But what happens if we change the definition of superhuman, to activities that were never thought possible or appeared to be beyond human potential?
When Roger Bannister ran the first mile under four minutes, was he being superhuman? Maybe. I’m sure some people saw that this was coming and thought that humans would reach that speed one day, and his feat was, therefore, within the perceived realm of human ability even if above normal human capacity.
How many chess games could an AI robot play simultaneously and preserve a very high win rate? Suppose the AI machine was blindfolded and couldn’t see the boards of the games it was playing?
In 2016, Grand Master chess champion Timor Gareyev played 48 games of chess simultaneously, while blindfolded and riding an exercise bike. Over the course of nineteen hours, he won 35, drew 7 and lost 6.
What about Daniel Kish? Blinded at two years of age, he taught himself echolocation. He made clicking sounds and from the echoes he was able to determine his physical environment to the point where he could ride a bicycle without any other help. When he was later studied it was found that the visual areas of his Daniel’s brain, normally dormant in blind people, had connected with the audio areas of his brain allowing him to see sounds. He has taught his technique to hundreds of others.
What do these events tell us?
The human mind-body and brain has an unimaginable ability to adapt, evolve and reach superhuman feats. Not actions that are beyond the norm, but actions we currently would think as impossible.
The perceived limits of human potential are limits of human perception, not potential.
Major Jeff Frankart was a PT in the army base hospital in Germany during the Afghan and Iraq conflicts. With so many soldiers being admitted with neuromuscular injuries, he was asked to find better solutions than the conventional path: honorable discharge, return to isolation, opiates and potentially down the rabbit hole to suicide and self-harm.
Jeff created a series of relatively simple exercise and perhaps more importantly, a mindset of resolve, resilience and repair. The results were, well, superhuman. One Lt Colonel of an airborne division came to Jeff with a crushed spine and couldn’t walk. Three months after going through Jeff’s program he was back running, three months after that, he was back jumping out of airplanes. Others who had been wheelchair bound for years were now able to get up and walk.
I know of several unrelated people who were all given fatal prognoses. They all not only survived, but thrived. The one thing they had in common? They refused to believe in the prognosis. One of these people was Barbara O’Donnell. Having contracted the H1N1virus in 2009 she was admitted to hospital with heart and kidney failure. She was in desperate need of a heart transplant as her heart was operating at 10% of normal function. She was put in a coma. After waking up from the coma two weeks later, she recalled some dreams she had while comatose.
In one dream she was told by an angel that she would see through different eyes and her heart would be healed. When she woke up she did indeed see through different eyes because she had suffered a stroke that affected her vision. Her cardiologist wanted to immediately rush her to get cardiac imaging as he was sure she was on the verge of death and was understandably dismissive when Barb told him about the angel’s message.With the imaging complete, the cardiologist returned to Barbara with a bemused look on his face.
“In my forty years as a doctor, I have never see anything like this. You heart is indeed healed. In fact, it is the heart of a twenty-year-old, one which would be implanted into someone in need.”
You can hear some of these stories on my UK Health radio Show The Miracle Within You.
So do not underestimate the power that resides within humans. We have only just scratched the surface of what the mind-body can do. And AI will not replace that intelligence but complement it, and help us maximize our powers.
This is mind-blowing for healthcare and wellbeing. Seemingly miraculous recoveries might be the norm and not so superhuman in the future. After all, a four-minute mile isn’t superhuman any more. A combination of AI and human intelligence will eventually be able to identify and facilitate the matrix of critical inter-cell communications that can fix a damaged heart and a crushed spine.
The most intelligent form on the planet might just be the human mind-body, brain and consciousness.
However, the most superhuman ability of all might just be accurately predicting the future.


Problem to solve - The answer must be the data, repeated exactly.

*** Opening Data ***

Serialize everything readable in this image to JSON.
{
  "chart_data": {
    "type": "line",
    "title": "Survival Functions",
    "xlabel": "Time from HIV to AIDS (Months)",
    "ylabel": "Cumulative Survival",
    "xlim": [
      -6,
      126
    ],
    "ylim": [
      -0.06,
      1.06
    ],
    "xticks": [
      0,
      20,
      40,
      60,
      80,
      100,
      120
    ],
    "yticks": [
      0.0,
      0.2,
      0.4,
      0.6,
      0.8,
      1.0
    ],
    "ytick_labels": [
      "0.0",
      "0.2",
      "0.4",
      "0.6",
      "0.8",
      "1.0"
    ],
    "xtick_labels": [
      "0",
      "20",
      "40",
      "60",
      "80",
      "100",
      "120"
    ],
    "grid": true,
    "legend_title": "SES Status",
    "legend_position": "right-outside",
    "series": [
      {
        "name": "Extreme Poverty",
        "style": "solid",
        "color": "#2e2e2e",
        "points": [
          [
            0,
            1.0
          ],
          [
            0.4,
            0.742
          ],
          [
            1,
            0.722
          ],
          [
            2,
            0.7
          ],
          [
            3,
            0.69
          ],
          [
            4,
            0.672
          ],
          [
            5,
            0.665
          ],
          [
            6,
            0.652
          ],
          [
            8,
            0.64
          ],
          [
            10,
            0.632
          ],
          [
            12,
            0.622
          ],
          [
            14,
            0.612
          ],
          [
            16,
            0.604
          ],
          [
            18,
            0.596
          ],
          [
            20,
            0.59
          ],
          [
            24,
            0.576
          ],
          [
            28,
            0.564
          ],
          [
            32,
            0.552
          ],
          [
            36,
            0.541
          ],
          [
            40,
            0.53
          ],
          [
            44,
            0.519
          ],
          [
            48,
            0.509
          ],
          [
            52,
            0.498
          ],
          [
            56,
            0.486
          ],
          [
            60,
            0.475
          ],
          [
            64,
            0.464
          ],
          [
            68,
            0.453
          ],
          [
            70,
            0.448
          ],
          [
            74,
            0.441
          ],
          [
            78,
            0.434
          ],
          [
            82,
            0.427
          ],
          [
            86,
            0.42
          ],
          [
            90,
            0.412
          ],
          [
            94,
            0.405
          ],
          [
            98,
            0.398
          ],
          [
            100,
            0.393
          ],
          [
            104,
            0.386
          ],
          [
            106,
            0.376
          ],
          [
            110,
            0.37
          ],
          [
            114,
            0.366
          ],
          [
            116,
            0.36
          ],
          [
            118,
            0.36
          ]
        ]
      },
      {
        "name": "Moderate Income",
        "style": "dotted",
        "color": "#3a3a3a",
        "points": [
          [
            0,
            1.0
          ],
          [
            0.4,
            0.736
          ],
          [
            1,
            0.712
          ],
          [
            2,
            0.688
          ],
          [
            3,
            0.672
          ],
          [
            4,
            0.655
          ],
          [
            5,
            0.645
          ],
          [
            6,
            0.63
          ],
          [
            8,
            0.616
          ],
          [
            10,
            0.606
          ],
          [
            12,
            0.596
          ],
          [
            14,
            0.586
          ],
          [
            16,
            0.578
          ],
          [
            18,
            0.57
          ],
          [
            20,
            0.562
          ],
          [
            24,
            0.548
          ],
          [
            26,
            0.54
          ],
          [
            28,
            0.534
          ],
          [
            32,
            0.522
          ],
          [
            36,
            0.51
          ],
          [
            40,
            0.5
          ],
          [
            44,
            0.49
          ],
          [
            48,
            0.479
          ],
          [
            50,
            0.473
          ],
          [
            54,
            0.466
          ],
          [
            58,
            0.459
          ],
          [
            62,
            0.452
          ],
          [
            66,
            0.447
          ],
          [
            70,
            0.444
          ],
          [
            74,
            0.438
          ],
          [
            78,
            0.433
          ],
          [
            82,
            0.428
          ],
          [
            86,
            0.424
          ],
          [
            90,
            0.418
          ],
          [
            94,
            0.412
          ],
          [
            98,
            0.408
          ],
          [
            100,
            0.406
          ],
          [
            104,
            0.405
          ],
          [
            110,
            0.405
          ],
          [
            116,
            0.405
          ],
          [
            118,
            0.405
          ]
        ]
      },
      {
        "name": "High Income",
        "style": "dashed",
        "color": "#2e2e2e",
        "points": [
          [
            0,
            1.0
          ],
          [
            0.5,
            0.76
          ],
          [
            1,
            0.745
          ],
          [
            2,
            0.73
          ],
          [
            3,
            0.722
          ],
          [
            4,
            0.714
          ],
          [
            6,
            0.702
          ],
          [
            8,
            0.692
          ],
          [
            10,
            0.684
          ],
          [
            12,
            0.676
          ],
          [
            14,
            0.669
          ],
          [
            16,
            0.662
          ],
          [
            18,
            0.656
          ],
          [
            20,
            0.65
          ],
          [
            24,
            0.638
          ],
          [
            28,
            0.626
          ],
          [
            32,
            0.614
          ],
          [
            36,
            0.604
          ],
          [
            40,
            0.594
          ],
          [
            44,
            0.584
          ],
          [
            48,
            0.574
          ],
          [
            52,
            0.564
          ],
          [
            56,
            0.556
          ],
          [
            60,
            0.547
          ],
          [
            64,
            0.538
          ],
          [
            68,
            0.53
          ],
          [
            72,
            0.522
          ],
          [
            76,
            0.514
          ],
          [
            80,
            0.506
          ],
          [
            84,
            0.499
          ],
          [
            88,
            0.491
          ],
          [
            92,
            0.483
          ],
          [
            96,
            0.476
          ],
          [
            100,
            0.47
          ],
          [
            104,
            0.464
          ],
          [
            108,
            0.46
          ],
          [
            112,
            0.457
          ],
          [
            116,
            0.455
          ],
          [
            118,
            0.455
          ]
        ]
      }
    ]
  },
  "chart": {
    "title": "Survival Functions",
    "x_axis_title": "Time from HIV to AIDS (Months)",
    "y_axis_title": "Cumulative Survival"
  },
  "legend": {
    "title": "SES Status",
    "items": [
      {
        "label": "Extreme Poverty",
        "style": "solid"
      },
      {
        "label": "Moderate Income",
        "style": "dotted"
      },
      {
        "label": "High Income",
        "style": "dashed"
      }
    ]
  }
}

*** Closing Data ***

Your response -
Serialize everything readable in this image to JSON.
{
  "chart_data": {
    "type": "line",
    "title": "Survival Functions",
    "xlabel": "Time from HIV to AIDS (Months)",
    "ylabel": "Cumulative Survival",
    "xlim": [
      -6,
      126
    ],
    "ylim": [
      -0.06,
      1.06
    ],
    "xticks": [
      0,
      20,
      40,
      60,
      80,
      100,
      120
    ],
    "yticks": [
      0.0,
      0.2,
      0.4,
      0.6,
      0.8,
      1.0
    ],
    "ytick_labels": [
      "0.0",
      "0.2",
      "0.4",
      "0.6",
      "0.8",
      "1.0"
    ],
    "xtick_labels": [
      "0",
      "20",
      "40",
      "60",
      "80",
      "100",
      "120"
    ],
    "grid": true,
    "legend_title": "SES Status",
    "legend_position": "right-outside",
    "series": [
      {
        "name": "Extreme Poverty",
        "style": "solid",
        "color": "#2e2e2e",
        "points": [
          [
            0,
            1.0
          ],
          [
            0.4,
            0.742
          ],
          [
            1,
            0.722
          ],
          [
            2,
            0.7
          ],
          [
            3,
            0.69
          ],
          [
            4,
            0.672
          ],
          [
            5,
            0.665
          ],
          [
            6,
            0.652
          ],
          [
            8,
            0.64
          ],
          [
            10,
            0.632
          ],
          [
            12,
            0.622
          ],
          [
            14,
            0.612
          ],
          [
            16,
            0.604
          ],
          [
            18,
            0.596
          ],
          [
            20,
            0.59
          ],
          [
            24,
            0.576
          ],
          [
            28,
            0.564
          ],
          [
            32,
            0.552
          ],
          [
            36,
            0.541
          ],
          [
            40,
            0.53
          ],
          [
            44,
            0.519
          ],
          [
            48,
            0.509
          ],
          [
            52,
            0.498
          ],
          [
            56,
            0.486
          ],
          [
            60,
            0.475
          ],
          [
            64,
            0.464
          ],
          [
            68,
            0.453
          ],
          [
            70,
            0.448
          ],
          [
            74,
            0.441
          ],
          [
            78,
            0.434
          ],
          [
            82,
            0.427
          ],
          [
            86,
            0.42
          ],
          [
            90,
            0.412
          ],
          [
            94,
            0.405
          ],
          [
            98,
            0.398
          ],
          [
            100,
            0.393
          ],
          [
            104,
            0.386
          ],
          [
            106,
            0.376
          ],
          [
            110,
            0.37
          ],
          [
            114,
            0.366
          ],
          [
            116,
            0.36
          ],
          [
            118,
            0.36
          ]
        ]
      },
      {
        "name": "Moderate Income",
        "style": "dotted",
        "color": "#3a3a3a",
        "points": [
          [
            0,
            1.0
          ],
          [
            0.4,
            0.736
          ],
          [
            1,
            0.712
          ],
          [
            2,
            0.688
          ],
          [
            3,
            0.672
          ],
          [
            4,
            0.655
          ],
          [
            5,
            0.645
          ],
          [
            6,
            0.63
          ],
          [
            8,
            0.616
          ],
          [
            10,
            0.606
          ],
          [
            12,
            0.596
          ],
          [
            14,
            0.586
          ],
          [
            16,
            0.578
          ],
          [
            18,
            0.57
          ],
          [
            20,
            0.562
          ],
          [
            24,
            0.548
          ],
          [
            26,
            0.54
          ],
          [
            28,
            0.534
          ],
          [
            32,
            0.522
          ],
          [
            36,
            0.51
          ],
          [
            40,
            0.5
          ],
          [
            44,
            0.49
          ],
          [
            48,
            0.479
          ],
          [
            50,
            0.473
          ],
          [
            54,
            0.466
          ],
          [
            58,
            0.459
          ],
          [
            62,
            0.452
          ],
          [
            66,
            0.447
          ],
          [
            70,
            0.444
          ],
          [
            74,
            0.438
          ],
          [
            78,
            0.433
          ],
          [
            82,
            0.428
          ],
          [
            86,
            0.424
          ],
          [
            90,
            0.418
          ],
          [
            94,
            0.412
          ],
          [
            98,
            0.408
          ],
          [
            100,
            0.406
          ],
          [
            104,
            0.405
          ],
          [
            110,
            0.405
          ],
          [
            116,
            0.405
          ],
          [
            118,
            0.405
          ]
        ]
      },
      {
        "name": "High Income",
        "style": "dashed",
        "color": "#2e2e2e",
        "points": [
          [
            0,
            1.0
          ],
          [
            0.5,
            0.76
          ],
          [
            1,
            0.745
          ],
          [
            2,
            0.73
          ],
          [
            3,
            0.722
          ],
          [
            4,
            0.714
          ],
          [
            6,
            0.702
          ],
          [
            8,
            0.692
          ],
          [
            10,
            0.684
          ],
          [
            12,
            0.676
          ],
          [
            14,
            0.669
          ],
          [
            16,
            0.662
          ],
          [
            18,
            0.656
          ],
          [
            20,
            0.65
          ],
          [
            24,
            0.638
          ],
          [
            28,
            0.626
          ],
          [
            32,
            0.614
          ],
          [
            36,
            0.604
          ],
          [
            40,
            0.594
          ],
          [
            44,
            0.584
          ],
          [
            48,
            0.574
          ],
          [
            52,
            0.564
          ],
          [
            56,
            0.556
          ],
          [
            60,
            0.547
          ],
          [
            64,
            0.538
          ],
          [
            68,
            0.53
          ],
          [
            72,
            0.522
          ],
          [
            76,
            0.514
          ],
          [
            80,
            0.506
          ],
          [
            84,
            0.499
          ],
          [
            88,
            0.491
          ],
          [
            92,
            0.483
          ],
          [
            96,
            0.476
          ],
          [
            100,
            0.47
          ],
          [
            104,
            0.464
          ],
          [
            108,
            0.46
          ],
          [
            112,
            0.457
          ],
          [
            116,
            0.455
          ],
          [
            118,
            0.455
          ]
        ]
      }
    ]
  },
  "chart": {
    "title": "Survival Functions",
    "x_axis_title": "Time from HIV to AIDS (Months)",
    "y_axis_title": "Cumulative Survival"
  },
  "legend": {
    "title": "SES Status",
    "items": [
      {
        "label": "Extreme Poverty",
        "style": "solid"
      },
      {
        "label": "Moderate Income",
        "style": "dotted"
      },
      {
        "label": "High Income",
        "style": "dashed"
      }
    ]
  }
}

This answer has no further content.